In all five scenarios, they found that Venus was able to maintain stable temperatures between a maximum of about 50 degrees Celsius and a minimum of about 20 degrees Celsius for around three billion years. A temperate climate might even have been maintained on Venus today had there not been a series of events that caused a release, or ‘outgassing,’ of carbon dioxide stored in the rocks of the planet approximately 700-750 million years ago.

“Our hypothesis is that Venus may have had a stable climate for billions of years. It is possible that the near-global resurfacing event is responsible for its transformation from an Earth-like climate to the hellish hot-house we see today,” said Way.

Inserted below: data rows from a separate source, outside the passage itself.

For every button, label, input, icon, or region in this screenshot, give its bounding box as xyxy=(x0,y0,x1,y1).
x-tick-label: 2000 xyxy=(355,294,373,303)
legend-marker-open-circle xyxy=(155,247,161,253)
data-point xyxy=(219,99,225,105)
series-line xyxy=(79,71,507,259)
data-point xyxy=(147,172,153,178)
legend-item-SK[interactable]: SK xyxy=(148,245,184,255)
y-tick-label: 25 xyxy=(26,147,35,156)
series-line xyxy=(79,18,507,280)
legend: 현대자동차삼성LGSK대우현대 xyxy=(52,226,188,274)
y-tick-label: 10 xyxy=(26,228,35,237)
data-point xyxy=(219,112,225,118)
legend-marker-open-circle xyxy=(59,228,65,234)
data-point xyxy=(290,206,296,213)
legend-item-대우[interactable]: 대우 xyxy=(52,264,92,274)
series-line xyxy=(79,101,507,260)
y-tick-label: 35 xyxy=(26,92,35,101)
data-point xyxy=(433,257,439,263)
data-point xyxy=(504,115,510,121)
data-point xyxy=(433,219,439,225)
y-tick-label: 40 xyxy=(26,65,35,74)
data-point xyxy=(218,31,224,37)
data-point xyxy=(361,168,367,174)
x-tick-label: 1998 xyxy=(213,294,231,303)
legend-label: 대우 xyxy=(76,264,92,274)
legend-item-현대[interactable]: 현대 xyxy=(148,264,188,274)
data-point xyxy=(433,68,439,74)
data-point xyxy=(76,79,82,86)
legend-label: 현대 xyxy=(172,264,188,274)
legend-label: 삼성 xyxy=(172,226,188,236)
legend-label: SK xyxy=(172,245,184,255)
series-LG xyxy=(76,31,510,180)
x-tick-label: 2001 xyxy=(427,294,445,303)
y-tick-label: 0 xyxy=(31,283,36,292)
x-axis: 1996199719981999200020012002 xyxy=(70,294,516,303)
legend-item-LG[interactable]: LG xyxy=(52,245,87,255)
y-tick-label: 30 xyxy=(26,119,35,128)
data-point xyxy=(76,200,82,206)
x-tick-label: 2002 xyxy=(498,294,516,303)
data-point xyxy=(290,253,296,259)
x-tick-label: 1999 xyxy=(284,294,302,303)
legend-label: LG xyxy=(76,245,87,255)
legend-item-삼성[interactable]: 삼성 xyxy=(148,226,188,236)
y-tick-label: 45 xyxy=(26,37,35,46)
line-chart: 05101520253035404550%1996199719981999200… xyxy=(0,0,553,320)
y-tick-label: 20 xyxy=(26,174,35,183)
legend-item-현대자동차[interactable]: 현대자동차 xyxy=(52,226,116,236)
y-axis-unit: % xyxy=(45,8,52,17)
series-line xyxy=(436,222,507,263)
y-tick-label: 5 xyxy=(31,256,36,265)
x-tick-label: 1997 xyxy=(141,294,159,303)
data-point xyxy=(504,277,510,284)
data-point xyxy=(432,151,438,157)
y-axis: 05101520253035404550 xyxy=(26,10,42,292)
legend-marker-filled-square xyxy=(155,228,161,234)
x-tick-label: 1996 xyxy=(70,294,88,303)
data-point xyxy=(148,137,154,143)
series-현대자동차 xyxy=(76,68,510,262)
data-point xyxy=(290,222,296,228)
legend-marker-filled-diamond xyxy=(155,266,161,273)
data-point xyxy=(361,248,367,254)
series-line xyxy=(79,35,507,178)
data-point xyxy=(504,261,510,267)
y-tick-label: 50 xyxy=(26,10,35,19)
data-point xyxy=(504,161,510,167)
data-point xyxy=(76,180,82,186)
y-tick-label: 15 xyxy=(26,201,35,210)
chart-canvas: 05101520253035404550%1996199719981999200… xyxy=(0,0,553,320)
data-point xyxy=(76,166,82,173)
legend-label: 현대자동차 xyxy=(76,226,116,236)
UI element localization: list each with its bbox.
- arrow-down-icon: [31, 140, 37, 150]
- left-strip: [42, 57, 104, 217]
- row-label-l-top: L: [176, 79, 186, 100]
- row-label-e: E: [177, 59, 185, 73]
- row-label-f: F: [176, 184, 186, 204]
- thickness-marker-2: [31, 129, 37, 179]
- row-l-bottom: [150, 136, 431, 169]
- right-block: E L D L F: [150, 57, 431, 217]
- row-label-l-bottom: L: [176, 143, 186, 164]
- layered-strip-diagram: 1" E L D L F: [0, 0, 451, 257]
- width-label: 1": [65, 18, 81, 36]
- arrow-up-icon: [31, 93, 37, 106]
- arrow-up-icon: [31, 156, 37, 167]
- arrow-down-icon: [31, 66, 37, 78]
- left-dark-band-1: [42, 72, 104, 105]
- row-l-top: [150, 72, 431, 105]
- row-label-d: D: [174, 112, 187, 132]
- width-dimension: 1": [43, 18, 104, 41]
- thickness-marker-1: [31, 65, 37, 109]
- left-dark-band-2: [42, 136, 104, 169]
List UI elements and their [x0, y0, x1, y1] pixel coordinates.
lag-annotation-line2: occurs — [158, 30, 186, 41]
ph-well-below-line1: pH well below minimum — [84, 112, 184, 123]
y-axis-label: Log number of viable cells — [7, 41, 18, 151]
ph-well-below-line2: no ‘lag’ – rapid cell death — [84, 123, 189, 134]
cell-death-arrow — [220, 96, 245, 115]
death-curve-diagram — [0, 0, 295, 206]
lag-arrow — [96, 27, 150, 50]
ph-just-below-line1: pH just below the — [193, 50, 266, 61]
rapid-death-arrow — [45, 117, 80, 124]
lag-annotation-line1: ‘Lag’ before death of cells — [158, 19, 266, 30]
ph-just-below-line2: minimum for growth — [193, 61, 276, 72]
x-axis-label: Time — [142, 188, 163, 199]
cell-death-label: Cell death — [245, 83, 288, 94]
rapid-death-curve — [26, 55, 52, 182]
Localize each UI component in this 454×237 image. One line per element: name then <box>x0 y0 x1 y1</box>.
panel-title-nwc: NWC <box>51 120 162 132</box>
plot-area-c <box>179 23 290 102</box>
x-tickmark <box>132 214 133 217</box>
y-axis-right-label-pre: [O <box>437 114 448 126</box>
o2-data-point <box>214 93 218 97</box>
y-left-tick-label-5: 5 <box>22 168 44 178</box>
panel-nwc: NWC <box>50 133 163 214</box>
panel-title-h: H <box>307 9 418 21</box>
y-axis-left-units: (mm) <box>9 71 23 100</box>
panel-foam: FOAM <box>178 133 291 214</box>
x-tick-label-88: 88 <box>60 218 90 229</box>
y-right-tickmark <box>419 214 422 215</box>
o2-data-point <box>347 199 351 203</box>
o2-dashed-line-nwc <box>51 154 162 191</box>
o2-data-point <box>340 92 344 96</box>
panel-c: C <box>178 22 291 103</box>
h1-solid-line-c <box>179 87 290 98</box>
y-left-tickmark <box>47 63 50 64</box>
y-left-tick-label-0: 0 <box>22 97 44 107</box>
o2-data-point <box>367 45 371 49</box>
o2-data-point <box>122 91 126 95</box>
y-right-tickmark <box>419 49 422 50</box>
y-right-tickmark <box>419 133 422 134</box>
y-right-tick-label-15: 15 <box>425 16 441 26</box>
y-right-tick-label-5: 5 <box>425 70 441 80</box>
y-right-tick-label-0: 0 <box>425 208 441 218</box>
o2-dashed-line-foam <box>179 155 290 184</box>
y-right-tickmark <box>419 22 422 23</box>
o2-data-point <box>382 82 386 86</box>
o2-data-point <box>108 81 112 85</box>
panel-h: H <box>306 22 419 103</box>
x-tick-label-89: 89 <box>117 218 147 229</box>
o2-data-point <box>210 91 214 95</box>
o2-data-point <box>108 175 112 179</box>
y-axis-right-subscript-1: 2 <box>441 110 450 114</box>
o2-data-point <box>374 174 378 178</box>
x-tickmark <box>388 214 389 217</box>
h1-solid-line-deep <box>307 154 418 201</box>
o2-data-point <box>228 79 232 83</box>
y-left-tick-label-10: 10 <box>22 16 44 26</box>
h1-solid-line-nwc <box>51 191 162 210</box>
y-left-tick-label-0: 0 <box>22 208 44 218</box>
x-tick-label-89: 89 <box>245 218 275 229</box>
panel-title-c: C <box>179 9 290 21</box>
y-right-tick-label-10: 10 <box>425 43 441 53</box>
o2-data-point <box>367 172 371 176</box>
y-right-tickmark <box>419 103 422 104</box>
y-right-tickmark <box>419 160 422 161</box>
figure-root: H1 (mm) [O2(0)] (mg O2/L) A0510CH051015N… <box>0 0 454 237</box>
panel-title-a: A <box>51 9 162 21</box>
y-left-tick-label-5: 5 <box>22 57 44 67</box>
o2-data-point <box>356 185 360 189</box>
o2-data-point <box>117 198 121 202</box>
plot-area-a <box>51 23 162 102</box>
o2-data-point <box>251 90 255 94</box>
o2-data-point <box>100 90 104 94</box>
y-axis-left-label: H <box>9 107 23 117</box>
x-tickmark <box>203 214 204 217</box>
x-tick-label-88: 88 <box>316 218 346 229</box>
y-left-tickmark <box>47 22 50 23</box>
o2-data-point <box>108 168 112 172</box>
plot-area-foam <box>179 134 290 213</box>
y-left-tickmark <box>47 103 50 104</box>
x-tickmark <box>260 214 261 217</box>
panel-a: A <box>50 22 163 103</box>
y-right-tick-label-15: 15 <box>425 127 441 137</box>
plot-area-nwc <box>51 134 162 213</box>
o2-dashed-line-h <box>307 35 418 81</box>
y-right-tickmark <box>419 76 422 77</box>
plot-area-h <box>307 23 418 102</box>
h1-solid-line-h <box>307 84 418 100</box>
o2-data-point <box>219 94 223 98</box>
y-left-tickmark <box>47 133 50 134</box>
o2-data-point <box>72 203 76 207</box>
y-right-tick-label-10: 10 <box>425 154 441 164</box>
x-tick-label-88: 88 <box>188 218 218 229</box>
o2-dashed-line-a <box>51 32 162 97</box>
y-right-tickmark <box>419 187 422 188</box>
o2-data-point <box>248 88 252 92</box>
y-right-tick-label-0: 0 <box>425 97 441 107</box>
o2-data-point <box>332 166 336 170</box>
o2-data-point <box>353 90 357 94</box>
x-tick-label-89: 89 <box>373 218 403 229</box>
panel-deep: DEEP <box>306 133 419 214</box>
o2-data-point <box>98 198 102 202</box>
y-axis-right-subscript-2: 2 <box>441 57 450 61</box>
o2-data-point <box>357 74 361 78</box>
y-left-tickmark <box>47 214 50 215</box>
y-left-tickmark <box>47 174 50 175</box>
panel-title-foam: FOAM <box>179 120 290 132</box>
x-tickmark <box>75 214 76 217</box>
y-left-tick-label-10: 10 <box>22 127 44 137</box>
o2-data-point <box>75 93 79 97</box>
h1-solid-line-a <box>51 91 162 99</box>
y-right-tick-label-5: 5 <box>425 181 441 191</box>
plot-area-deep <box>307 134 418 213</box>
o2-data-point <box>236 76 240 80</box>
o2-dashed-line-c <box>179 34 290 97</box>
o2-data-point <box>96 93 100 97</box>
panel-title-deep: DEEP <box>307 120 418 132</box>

Three of the five scenarios studied by Way and Del Genio assumed the topography of Venus as we see it today and considered a deep ocean averaging 310 meters, a shallow layer of water averaging 10 meters and a small amount of water locked in the soil. For comparison, they also included a scenario with Earth’s topography and a 310-meter ocean and, finally, a world completely covered by an ocean of 158 meters depth.

To simulate the environmental conditions at 4.2 billion years ago, 715 million years ago and today, the researchers adapted a 3D general circulation model to account for the increase in solar radiation as our Sun has warmed up over its lifetime, as well as for changing atmospheric compositions.

Although many researchers believe that Venus is beyond the inner boundary of our Solar System’s habitable zone and is too close to the Sun to support liquid water, the new study suggests that this might not be the case.

“Venus currently has almost twice the solar radiation that we have at Earth. However, in all the scenarios we have modeled, we have found that Venus could still support surface temperatures amenable for liquid water,” said Way.